Ayran is a three-ingredient drink — yoghurt, water, salt — that is one of the most popular beverages in Turkey, the Caucasus, and Central Asia. It is consumed with meals, as a midday refreshment, and as a pairing for grilled meat in a way that other beverages struggle to match. It’s also extremely easy to make and genuinely delicious in a way that takes most people by surprise, because the combination of savoury, sour, and cool is not what Western palates typically expect from a yoghurt drink.
The Recipe
Combine 200g full-fat plain yoghurt, 200ml cold water, and a generous pinch of salt in a blender. Blend for 60 seconds until frothy and uniformly smooth. Pour over ice and serve immediately. That’s it. The froth on the surface is part of the drink — in Turkey, well-frothy ayran is considered better than flat ayran, and some vendors are known specifically for the quality of their foam.
Sparkling water instead of still water produces a different result — slightly lighter, more effervescent, with less of the creamy richness of the original. Some people prefer this version; it’s worth trying both. Cold water is essential — ayran made with warm water has a flat, slightly unpleasant flavour.
Why It Pairs So Well With Food
Ayran cuts through fat and spice in a way that carbonated soft drinks don’t. The lactic acid in the yoghurt acts as a palate cleanser between bites, the salt counterbalances richness, and the cool temperature provides relief from spice heat. It’s a drink that actually makes food taste better rather than simply accompanying it — which explains why it’s so embedded in the cuisine of regions where grilled meat, spiced rice, and flatbread are staple foods.
For the same reason, ayran works particularly well alongside anything spicy — curries, tacos, jerk chicken, or spiced rice dishes. If you’ve ever reached for a glass of milk to cool down from spice, yoghurt is even more effective: the casein protein specifically binds to capsaicin molecules and removes them from the receptors that produce the burning sensation. Ayran is essentially a portable, drinkable version of that mechanism.
Making It Ahead
Ayran can be made up to 2 hours ahead and kept in the fridge. It will separate slightly — stir or shake before serving. Don’t make it more than 2-3 hours ahead; the flavour begins to change as the yoghurt continues to acidify. For a gathering, blend in batches and keep in a covered jug in the fridge. Top up each glass with ice when serving to maintain the cold temperature that makes ayran work.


# Problem to solve
The whole of the data, every line, should come back exactly the same.

(Beginning of Listed entries)

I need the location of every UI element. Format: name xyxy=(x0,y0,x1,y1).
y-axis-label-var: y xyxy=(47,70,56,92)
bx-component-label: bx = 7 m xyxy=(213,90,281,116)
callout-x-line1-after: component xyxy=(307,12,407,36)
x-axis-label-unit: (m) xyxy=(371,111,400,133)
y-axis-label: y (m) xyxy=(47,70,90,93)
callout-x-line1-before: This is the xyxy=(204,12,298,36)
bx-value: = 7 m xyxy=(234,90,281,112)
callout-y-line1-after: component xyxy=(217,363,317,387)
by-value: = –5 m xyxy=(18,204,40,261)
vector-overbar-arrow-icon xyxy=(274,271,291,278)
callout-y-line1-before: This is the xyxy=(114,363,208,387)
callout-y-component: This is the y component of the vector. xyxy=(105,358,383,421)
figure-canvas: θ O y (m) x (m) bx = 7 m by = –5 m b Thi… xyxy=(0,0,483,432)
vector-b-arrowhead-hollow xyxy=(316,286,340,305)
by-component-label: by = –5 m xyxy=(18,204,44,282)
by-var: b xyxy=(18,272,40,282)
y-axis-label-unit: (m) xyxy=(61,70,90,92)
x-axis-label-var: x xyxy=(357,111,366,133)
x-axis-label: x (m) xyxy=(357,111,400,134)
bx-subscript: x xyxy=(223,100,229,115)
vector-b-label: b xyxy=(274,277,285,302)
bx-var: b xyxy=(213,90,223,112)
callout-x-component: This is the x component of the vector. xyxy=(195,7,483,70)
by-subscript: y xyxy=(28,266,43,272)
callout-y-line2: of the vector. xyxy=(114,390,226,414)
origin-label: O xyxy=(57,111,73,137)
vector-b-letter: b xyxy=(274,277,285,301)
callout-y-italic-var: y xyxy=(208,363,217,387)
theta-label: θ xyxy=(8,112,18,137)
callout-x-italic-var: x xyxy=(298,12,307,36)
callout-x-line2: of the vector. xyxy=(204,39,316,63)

(End of Listed entries)

# Output below
I need the location of every UI element. Format: name xyxy=(x0,y0,x1,y1).
y-axis-label-var: y xyxy=(47,70,56,92)
bx-component-label: bx = 7 m xyxy=(213,90,281,116)
callout-x-line1-after: component xyxy=(307,12,407,36)
x-axis-label-unit: (m) xyxy=(371,111,400,133)
y-axis-label: y (m) xyxy=(47,70,90,93)
callout-x-line1-before: This is the xyxy=(204,12,298,36)
bx-value: = 7 m xyxy=(234,90,281,112)
callout-y-line1-after: component xyxy=(217,363,317,387)
by-value: = –5 m xyxy=(18,204,40,261)
vector-overbar-arrow-icon xyxy=(274,271,291,278)
callout-y-line1-before: This is the xyxy=(114,363,208,387)
callout-y-component: This is the y component of the vector. xyxy=(105,358,383,421)
figure-canvas: θ O y (m) x (m) bx = 7 m by = –5 m b Thi… xyxy=(0,0,483,432)
vector-b-arrowhead-hollow xyxy=(316,286,340,305)
by-component-label: by = –5 m xyxy=(18,204,44,282)
by-var: b xyxy=(18,272,40,282)
y-axis-label-unit: (m) xyxy=(61,70,90,92)
x-axis-label-var: x xyxy=(357,111,366,133)
x-axis-label: x (m) xyxy=(357,111,400,134)
bx-subscript: x xyxy=(223,100,229,115)
vector-b-label: b xyxy=(274,277,285,302)
bx-var: b xyxy=(213,90,223,112)
callout-x-component: This is the x component of the vector. xyxy=(195,7,483,70)
by-subscript: y xyxy=(28,266,43,272)
callout-y-line2: of the vector. xyxy=(114,390,226,414)
origin-label: O xyxy=(57,111,73,137)
vector-b-letter: b xyxy=(274,277,285,301)
callout-y-italic-var: y xyxy=(208,363,217,387)
theta-label: θ xyxy=(8,112,18,137)
callout-x-italic-var: x xyxy=(298,12,307,36)
callout-x-line2: of the vector. xyxy=(204,39,316,63)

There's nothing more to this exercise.